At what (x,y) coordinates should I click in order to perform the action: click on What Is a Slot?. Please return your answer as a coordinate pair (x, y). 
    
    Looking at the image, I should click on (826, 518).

#####

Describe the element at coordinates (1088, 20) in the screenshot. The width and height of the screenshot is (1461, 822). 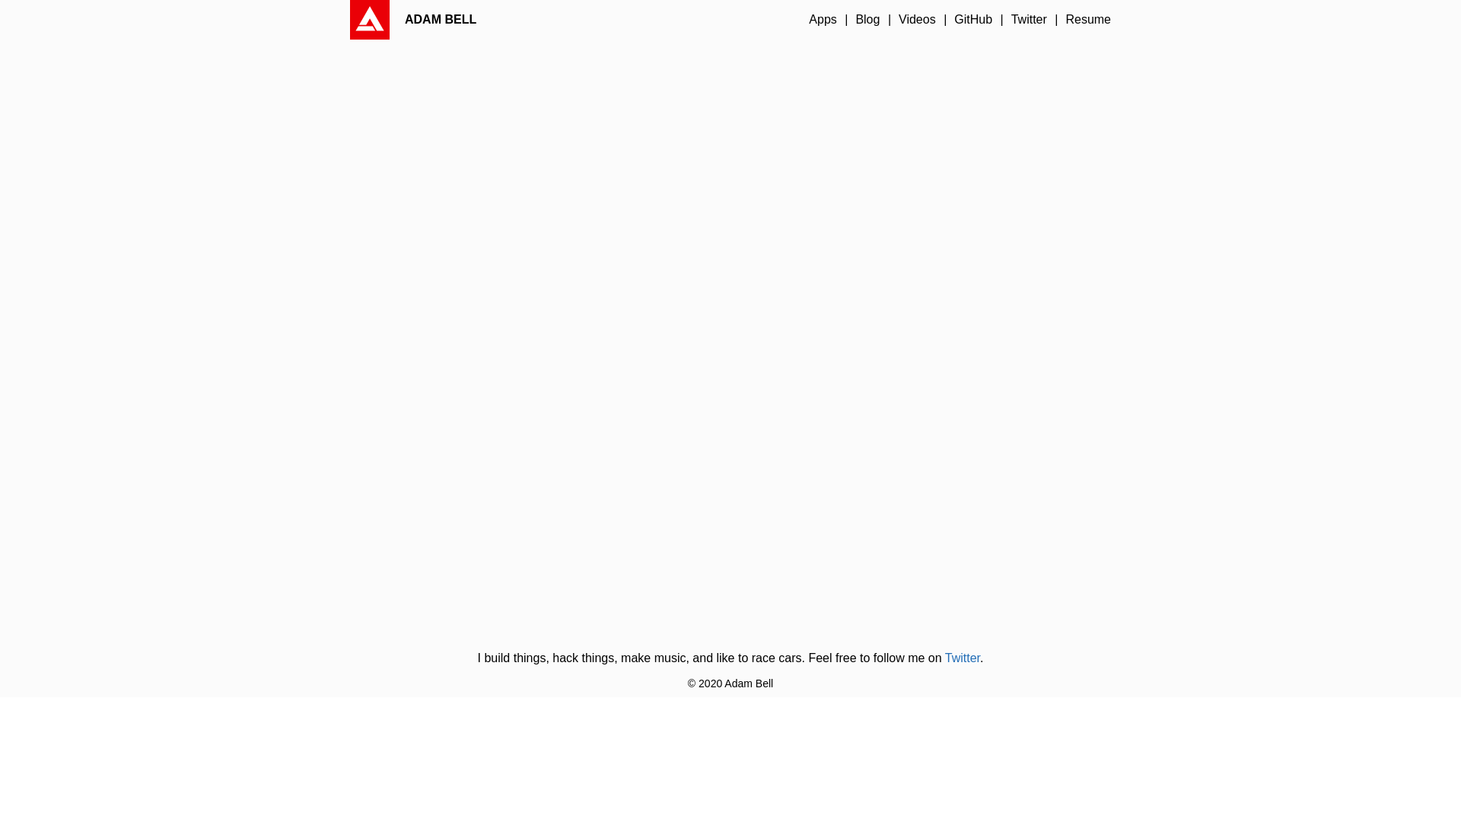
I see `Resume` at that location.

#####

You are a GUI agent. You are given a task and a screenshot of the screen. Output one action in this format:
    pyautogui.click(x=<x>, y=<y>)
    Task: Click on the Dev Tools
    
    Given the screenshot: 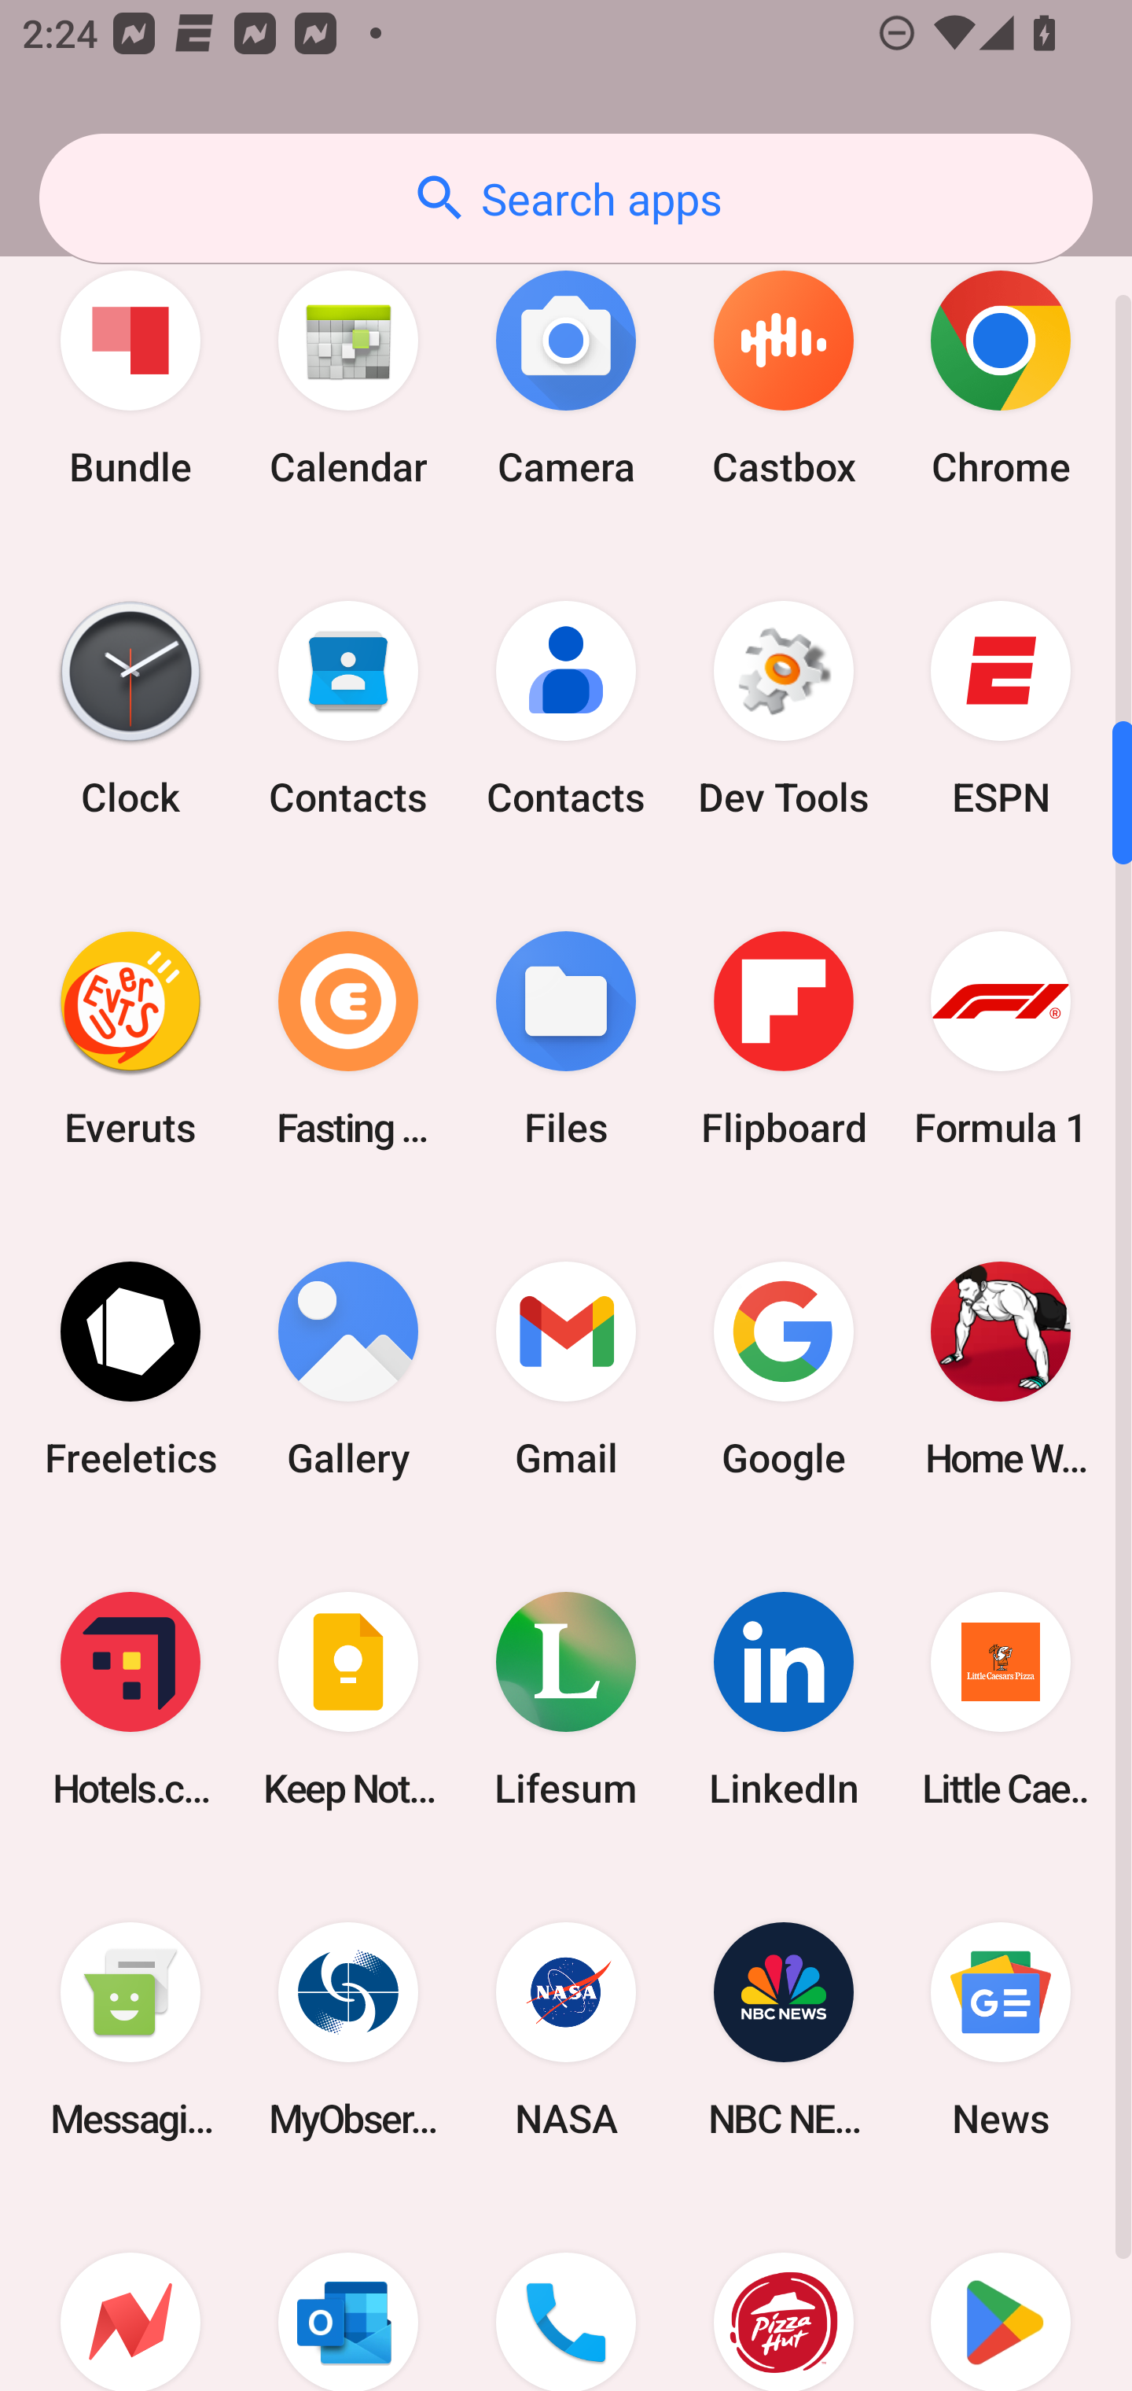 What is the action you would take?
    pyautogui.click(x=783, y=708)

#####

EXERCISE OBJECTIVE:
Output the lines of the records above exactly as they appear, from the line containing "You are a GUI" through the line containing "Task: Click on the Dev Tools".

RESPONSE BOX:
You are a GUI agent. You are given a task and a screenshot of the screen. Output one action in this format:
    pyautogui.click(x=<x>, y=<y>)
    Task: Click on the Dev Tools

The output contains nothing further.